We all have non-Jewish friends, I am sure, who are mensches. But overall, they are a fraction. At best the attitude is indifference. At worst, something else altogether. Which brings us to the BBC. When our national broadcaster — and yes, dear BBC, we Jews also pay our licence fee — is unwilling to describe the people who committed such bestial acts in Israel as terrorists, the rational response is to ask why. Especially when the BBC has had no problem labelling Islamic State and al-Qaeda as terrorists.

Hmmm. What could it be about the Jewish victims of terror that meant they were victims of “gunmen”? What could it have been about the Jewish children who were attacked on a coach in Oxford Street at Chanukah in 2021 that led the BBC to spread the fiction that the Jewish boys had first made an “anti-Muslim slur”? I’m struggling to think.

Almost every Jew I know is outraged at the BBC’s coverage of this latest murderous attack on Jews. But where is the outrage from anyone who isn’t Jewish? Other than the wonderful Ian Austin, I’ve not seen a word of criticism.

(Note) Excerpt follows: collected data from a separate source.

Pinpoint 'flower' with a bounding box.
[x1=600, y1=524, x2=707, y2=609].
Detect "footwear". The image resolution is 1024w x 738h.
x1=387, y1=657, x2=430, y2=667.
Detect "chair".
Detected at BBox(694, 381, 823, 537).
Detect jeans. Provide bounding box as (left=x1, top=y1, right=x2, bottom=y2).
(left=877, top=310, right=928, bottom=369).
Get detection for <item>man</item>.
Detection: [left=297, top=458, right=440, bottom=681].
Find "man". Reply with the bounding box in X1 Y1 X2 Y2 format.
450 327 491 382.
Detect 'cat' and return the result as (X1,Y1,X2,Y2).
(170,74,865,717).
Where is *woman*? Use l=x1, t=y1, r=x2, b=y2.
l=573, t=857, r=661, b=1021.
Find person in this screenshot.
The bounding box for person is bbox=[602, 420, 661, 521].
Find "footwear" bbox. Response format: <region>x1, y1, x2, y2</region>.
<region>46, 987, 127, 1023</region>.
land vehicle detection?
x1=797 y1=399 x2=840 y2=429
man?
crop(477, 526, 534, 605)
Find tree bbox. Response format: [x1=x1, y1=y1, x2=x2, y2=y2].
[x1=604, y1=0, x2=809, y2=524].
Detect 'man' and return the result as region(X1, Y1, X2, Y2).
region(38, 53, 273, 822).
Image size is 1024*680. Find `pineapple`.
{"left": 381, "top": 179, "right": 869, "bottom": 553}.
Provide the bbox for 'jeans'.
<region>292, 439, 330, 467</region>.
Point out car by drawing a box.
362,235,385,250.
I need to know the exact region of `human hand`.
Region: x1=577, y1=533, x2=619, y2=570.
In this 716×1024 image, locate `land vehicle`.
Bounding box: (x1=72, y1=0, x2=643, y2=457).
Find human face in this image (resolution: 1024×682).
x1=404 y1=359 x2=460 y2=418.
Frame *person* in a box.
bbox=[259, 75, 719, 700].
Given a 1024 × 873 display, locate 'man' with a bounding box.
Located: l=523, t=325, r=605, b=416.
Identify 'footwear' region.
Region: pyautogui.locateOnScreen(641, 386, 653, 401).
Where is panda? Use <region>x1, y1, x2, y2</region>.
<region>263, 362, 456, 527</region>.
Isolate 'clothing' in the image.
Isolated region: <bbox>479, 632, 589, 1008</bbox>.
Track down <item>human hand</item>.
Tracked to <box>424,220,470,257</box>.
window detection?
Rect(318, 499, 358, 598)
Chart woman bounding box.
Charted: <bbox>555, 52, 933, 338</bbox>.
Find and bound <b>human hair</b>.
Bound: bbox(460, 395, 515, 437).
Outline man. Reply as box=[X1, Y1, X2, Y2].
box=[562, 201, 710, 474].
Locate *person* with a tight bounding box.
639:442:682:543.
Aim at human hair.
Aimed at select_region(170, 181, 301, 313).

That absence can be telling. When Gary Lineker was in the crossfire over his crass comparison of Suella Braverman’s language with the Nazis, he insisted that he would carry on speaking out on issues that mattered to him. One of which is Palestine.

In December he described the killing of a Palestinian by Israeli soldiers as “awful”. The man who died was a Hamas terrorist who was shooting at the soldiers. But that was of no interest to Lineker.

What has he had to say about 1,200 dead Israelis, murdered for going to a music festival or going about their lives? Nothing.

None of this is surprising. None of it is a shock. We are used to it. But we shouldn’t have to be.